UT Medical Branch at Galveston may appeal last week’s decision by the Texas Attorney General that requires it to release a portion of the documents an animal rights group requested under the Freedom of Information Act in January.
People for the Ethical Treatment of Animals submitted an open records request to UTMB in January in response to reports of abuse from within the medical school, said Alka Chandna, a senior researcher for PETA. The organization requested records from January 2010 through January 2011.
PETA also filed a complaint with the U.S. Department of Agriculture with claims including improper administration of anesthetics during experiments, inadequate health care during and after the administration of experimental drugs and inadequate care following experimental surgery.
She said in the school’s initial response to the request for six sets of documents, including medical care and acquisition records and adverse event reports for animals under UTMB’s care, the University promised to send two sets and submit the rest to the Attorney General for ruling. Chandna said the two sets included almost 1,800 pages of records and PETA has not yet received them.
Under Texas’ public information laws, the Attorney General determines whether constitutional or statutory law or legal precedent exempts public documents from FOIA requests.
In its request to Texas Attorney General Greg Abbott, UTMB claimed a portion of the documents were exempt from disclosure because they were generated by a medical committee or consist of research information the University could commercialize. Texas law exempts both of these types of information from FOIA requests.
In its comments to Abbott before his ruling, PETA claimed because the medical committee only functions to improve animal and not human health care systems, it was not exempt from the request.
PETA and UTMB received the decision last week. Abbott ruled UTMB must disclose all the documents requested except those created by UTMB medical committees. He wrote that Texas law makes no distinction between human and non-human medical committees for public information purposes. He also wrote that the remaining documents consist of routine medical research records and must be given to PETA.
UTMB has 30 days to appeal to the decision.
UTMB spokesman Raul Reyes said the school’s counsel is considering whether or not to appeal.
“We received the Attorney General’s decision last week and we are reviewing it,” Reyes said.
Reyes and a UT System spokesman declined to comment further.
Education freshman and vice president of University Vegetarians said the vegetarian student social group hasn’t pursued the issue. She said as information becomes available, the group could respond if serious animal abuse occurred.
“We aren’t really an activist group, but if it were a really critical issue we would address it,” Hartmann said. “It just depends on how big the situation is. If there were a bunch of animals dying, we would definitely do something.”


▶ Task directions
Your answer should hold every line of the records below that contains the string "waterfall".

===

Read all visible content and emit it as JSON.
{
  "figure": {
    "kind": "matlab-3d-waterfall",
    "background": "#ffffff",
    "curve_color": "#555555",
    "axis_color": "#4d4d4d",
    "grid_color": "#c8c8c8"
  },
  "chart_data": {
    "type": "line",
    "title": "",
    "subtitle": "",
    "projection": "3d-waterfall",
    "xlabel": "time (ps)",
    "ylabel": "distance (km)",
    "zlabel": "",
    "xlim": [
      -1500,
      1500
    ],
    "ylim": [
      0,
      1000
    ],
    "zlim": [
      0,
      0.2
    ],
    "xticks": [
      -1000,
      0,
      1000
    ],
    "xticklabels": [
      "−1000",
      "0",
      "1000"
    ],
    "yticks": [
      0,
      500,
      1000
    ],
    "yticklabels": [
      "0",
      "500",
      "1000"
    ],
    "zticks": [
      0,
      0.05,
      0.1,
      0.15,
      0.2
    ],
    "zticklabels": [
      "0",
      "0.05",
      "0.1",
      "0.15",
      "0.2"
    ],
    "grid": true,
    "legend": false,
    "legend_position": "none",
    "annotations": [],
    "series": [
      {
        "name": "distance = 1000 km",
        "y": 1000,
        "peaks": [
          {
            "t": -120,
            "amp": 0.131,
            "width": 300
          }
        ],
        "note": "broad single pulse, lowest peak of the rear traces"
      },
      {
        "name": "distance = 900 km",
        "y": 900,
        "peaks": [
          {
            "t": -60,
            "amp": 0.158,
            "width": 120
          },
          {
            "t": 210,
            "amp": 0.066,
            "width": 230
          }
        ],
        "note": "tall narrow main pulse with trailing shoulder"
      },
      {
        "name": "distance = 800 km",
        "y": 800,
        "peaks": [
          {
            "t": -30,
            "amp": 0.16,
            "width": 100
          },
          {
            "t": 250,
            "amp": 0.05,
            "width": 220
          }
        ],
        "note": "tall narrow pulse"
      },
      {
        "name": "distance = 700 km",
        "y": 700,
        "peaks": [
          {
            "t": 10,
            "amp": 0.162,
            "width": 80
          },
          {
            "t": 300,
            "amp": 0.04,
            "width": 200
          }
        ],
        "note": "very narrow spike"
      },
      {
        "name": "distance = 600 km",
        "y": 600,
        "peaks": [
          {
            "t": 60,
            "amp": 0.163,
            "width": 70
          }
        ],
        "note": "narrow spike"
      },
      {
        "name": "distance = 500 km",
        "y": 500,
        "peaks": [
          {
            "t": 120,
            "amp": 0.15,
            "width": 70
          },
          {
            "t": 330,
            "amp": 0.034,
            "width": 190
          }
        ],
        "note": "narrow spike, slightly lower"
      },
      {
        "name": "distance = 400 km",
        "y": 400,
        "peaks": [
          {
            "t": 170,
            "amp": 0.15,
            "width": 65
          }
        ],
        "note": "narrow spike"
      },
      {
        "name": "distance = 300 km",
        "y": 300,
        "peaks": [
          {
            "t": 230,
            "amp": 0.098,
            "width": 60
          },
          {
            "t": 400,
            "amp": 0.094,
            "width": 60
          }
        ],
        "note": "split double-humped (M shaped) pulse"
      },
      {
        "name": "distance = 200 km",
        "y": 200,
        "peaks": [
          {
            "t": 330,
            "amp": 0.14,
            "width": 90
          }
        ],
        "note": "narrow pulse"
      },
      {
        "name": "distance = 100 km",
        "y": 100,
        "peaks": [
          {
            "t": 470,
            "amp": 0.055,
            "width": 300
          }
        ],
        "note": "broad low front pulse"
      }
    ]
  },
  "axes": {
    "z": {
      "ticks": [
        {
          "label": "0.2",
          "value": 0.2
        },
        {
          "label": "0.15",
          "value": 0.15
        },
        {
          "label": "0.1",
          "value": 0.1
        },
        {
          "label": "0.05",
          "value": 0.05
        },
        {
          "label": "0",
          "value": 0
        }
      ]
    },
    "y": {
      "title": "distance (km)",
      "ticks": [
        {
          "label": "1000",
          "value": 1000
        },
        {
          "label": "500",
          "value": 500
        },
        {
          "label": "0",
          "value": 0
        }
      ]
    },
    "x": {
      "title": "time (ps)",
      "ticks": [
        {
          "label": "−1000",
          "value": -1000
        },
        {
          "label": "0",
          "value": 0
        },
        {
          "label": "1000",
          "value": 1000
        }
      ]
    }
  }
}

===

▶ Exercise solution
    "kind": "matlab-3d-waterfall",
    "projection": "3d-waterfall",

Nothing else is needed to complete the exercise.